Sunday, November 4, 2007

Recommendation on reconstruction methodology

In October 2006, I attended a workshop held by the BRR. The workshop, which focused on contractors and construction contracts, was interesting to me. Many of the attendees shared their Catch-22 situation with their contractors. The performance of contractors who did the construction jobs was a big issue then. In the opening remarks, Ray Benson from BRR shared a problem experienced by an NGO. The NGO already paid a big down payment to one of their contractors, but the contractor never showed up with their work. When the NGO pursued the contractor to work, the contractor, on the contrary, threatened the NGO guy with serious intimidation. Ouch!

Due to the enormous house needs, Aceh reconstruction is a big business for contractors. More than 100,000 houses are to be built, and this should be as soon as possible. The tsunami victims became impatient since they had been in tents for almost 2 years. The donors were irritated due to the slow progress of reconstruction. They were chasing the NGOs, who received their funding to fulfill what the NGOs had been promised. These were a perfect chemistry to drive a rush and messy construction job. In the next paragraph, I will explain how bad the situation was.

A bigger part, or almost all NGOs who work in the reconstruction work, are relief NGOs. Their experience is in mobilizing food, medicine, paramedics, water-sanitation work, and temporary shelter. But building a permanent house is a different story. Then, in the end, the work of building a permanent house on a massive scale becomes out of context. This job becomes irrelevant since there are two things that most of these NGOs do not possess. First, if they have this kind of experience, they should have all policies, procedures, and project management systems. All of these systems should be embedded in their org-ware, enabling them to move fast to respond to all the needs on the ground. Second, they don’t have human resources capable enough to handle the job. Come to Aceh merely because of humanity is not enough. Reconstruction people should have project management skills if they want to succeed.

This reconstruction job is a fiesta and a heavy meal from the contractors' side. No wonder they were flooded by BRR with requests for prequalification. In mid-March 2006, 3,088 companies took the prequalification document. There were 2,885 contractors and 203 consultants. It would be unbelievable to compare the number of the same kind of company in Jakarta with many continuous construction jobs. A notary whom we hire for our legal works mentioned that a week before the company profile submission, she received abundant requests for company legal documents. This was miserable. These newborn companies are intended for the sake of winning a contract. They don’t have a past record, which shows they have the capacity to work. And their capability to supply the working capital is a big question mark. It was a common tale that if they could win the contract, they would subcontract to another company to create the 2-tier or even worse. At that time, many NGOs became sitting ducks in front of nasty contractors.

Someone asked me which one is better, using a contractor for the construction or direct implementation using skilled labourers? Both are fine. This is my recommendation; we have to use a contractor and direct implementation using skilled laborers simultaneously. The contractor and the skilled labourers can be like Dr Jeckyl and Mr. Hyde. Sometimes they are good, and sometimes they are corrupt. They can be nice, but they can be ill-behaved at other times. Let say, your contractor done something nasty, you can switch them off and turn the job to skilled labours, and vice versa. The project management discipline can do that. You have to have a strong system and quite some experience to make this kind of move. If you can’t take immediate corrective action supported by the system and enough resources, you can be fooled by the contractors or your skilled laborers. I have shared my best practices for managing skilled laborers (click here) and managing contractors (click here). But merely depending on using just skilled laborers or only using contractors is not enough. We have to combine it. This methodology can increase our productivity and reduce overhead and has already been proven in my work on completing the 4,600 permanent houses in Aceh reconstruction.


* _Problem details_:
Within the records, which lines hold the string "summary"? Report each one by copying it.

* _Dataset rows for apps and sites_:
────────
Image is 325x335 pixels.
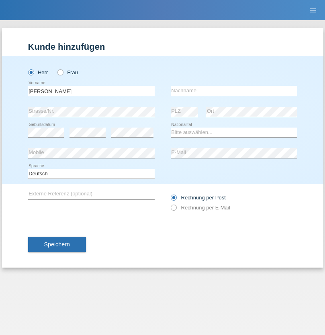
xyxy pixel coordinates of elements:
[28,42,297,52] h1: Kunde hinzufügen
[308,6,316,14] i: menu
[170,195,225,201] label: Rechnung per Post
[170,205,176,215] input: Rechnung per E-Mail
[170,205,230,211] label: Rechnung per E-Mail
[28,237,86,252] button: Speichern
[28,69,33,75] input: Herr
[170,195,176,205] input: Rechnung per Post
[28,69,48,75] label: Herr
[57,69,78,75] label: Frau
[44,241,70,247] span: Speichern
[304,8,321,12] a: menu
[57,69,63,75] input: Frau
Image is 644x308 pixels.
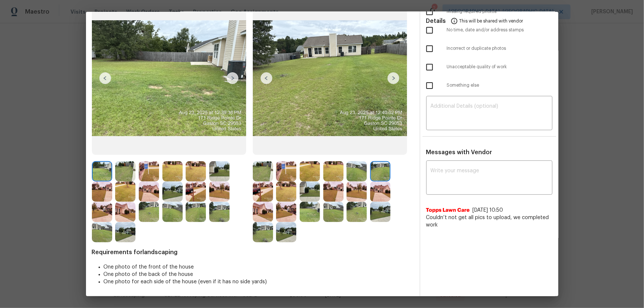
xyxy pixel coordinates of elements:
[103,264,414,271] li: One photo of the front of the house
[447,45,552,52] span: Incorrect or duplicate photos
[426,214,552,229] span: Couldn’t not get all pics to upload, we completed work
[227,72,239,84] img: right-chevron-button-url
[420,58,558,76] div: Unacceptable quality of work
[420,76,558,95] div: Something else
[261,72,273,84] img: left-chevron-button-url
[103,278,414,286] li: One photo for each side of the house (even if it has no side yards)
[426,149,493,155] span: Messages with Vendor
[420,39,558,58] div: Incorrect or duplicate photos
[459,12,524,30] span: This will be shared with vendor
[388,72,400,84] img: right-chevron-button-url
[447,82,552,89] span: Something else
[99,72,111,84] img: left-chevron-button-url
[426,12,446,30] span: Details
[447,27,552,33] span: No time, date and/or address stamps
[447,64,552,70] span: Unacceptable quality of work
[426,207,470,214] span: Topps Lawn Care
[420,21,558,39] div: No time, date and/or address stamps
[103,271,414,278] li: One photo of the back of the house
[473,208,504,213] span: [DATE] 10:50
[92,249,414,256] span: Requirements for landscaping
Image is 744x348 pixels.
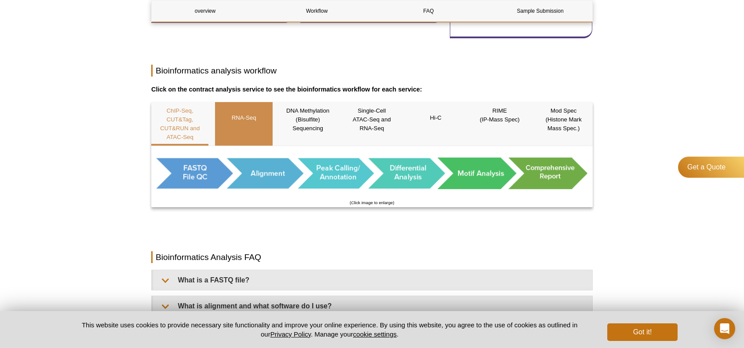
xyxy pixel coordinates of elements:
a: バイオインフォマティクス解析の概要 [4,20,126,37]
a: アクティブ・モティフのバイオインフォマティクス解析サービス: [4,57,126,73]
p: (Click image to enlarge) [151,198,593,207]
font: Bioinformatics analysis workflow [156,66,277,75]
summary: What is alignment and what software do I use? [153,296,592,316]
div: Outline [4,4,128,11]
img: Bioinformatic ChIP-Seq, CUT&Tag, ATAC-Seq Workflow [151,153,593,196]
font: Workflow [306,8,328,14]
p: Hi-C [407,106,464,129]
a: Workflow [263,0,370,22]
p: DNA Methylation (Bisulfite) Sequencing [279,106,336,133]
a: Sample Submission [487,0,594,22]
a: FAQ [375,0,482,22]
p: Mod Spec (Histone Mark Mass Spec.) [535,106,592,133]
font: Bioinformatics Analysis FAQ [156,252,261,262]
p: Single-Cell ATAC-Seq and RNA-Seq [343,106,400,133]
p: This website uses cookies to provide necessary site functionality and improve your online experie... [66,320,593,339]
font: Click on the contract analysis service to see the bioinformatics workflow for each service: [151,86,422,93]
font: What is alignment and what software do I use? [178,302,332,310]
div: Open Intercom Messenger [714,318,735,339]
a: Get a Quote [678,157,744,178]
button: Got it! [607,323,678,341]
a: Back to Top [13,11,48,19]
font: What is a FASTQ file? [178,276,249,284]
button: cookie settings [353,330,397,338]
a: overview [152,0,259,22]
p: RIME (IP-Mass Spec) [471,106,528,124]
p: ChIP-Seq, CUT&Tag, CUT&RUN and ATAC-Seq [151,106,208,142]
a: アクティブ・モティフ：バイオインフォマティクス解析サービス [4,38,126,55]
summary: What is a FASTQ file? [153,270,592,290]
font: overview [195,8,216,14]
a: Privacy Policy [271,330,311,338]
p: RNA-Seq [215,106,272,129]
────────
* _Solution_:
summary: What is alignment and what software do I use? [153,296,592,316]
summary: What is a FASTQ file? [153,270,592,290]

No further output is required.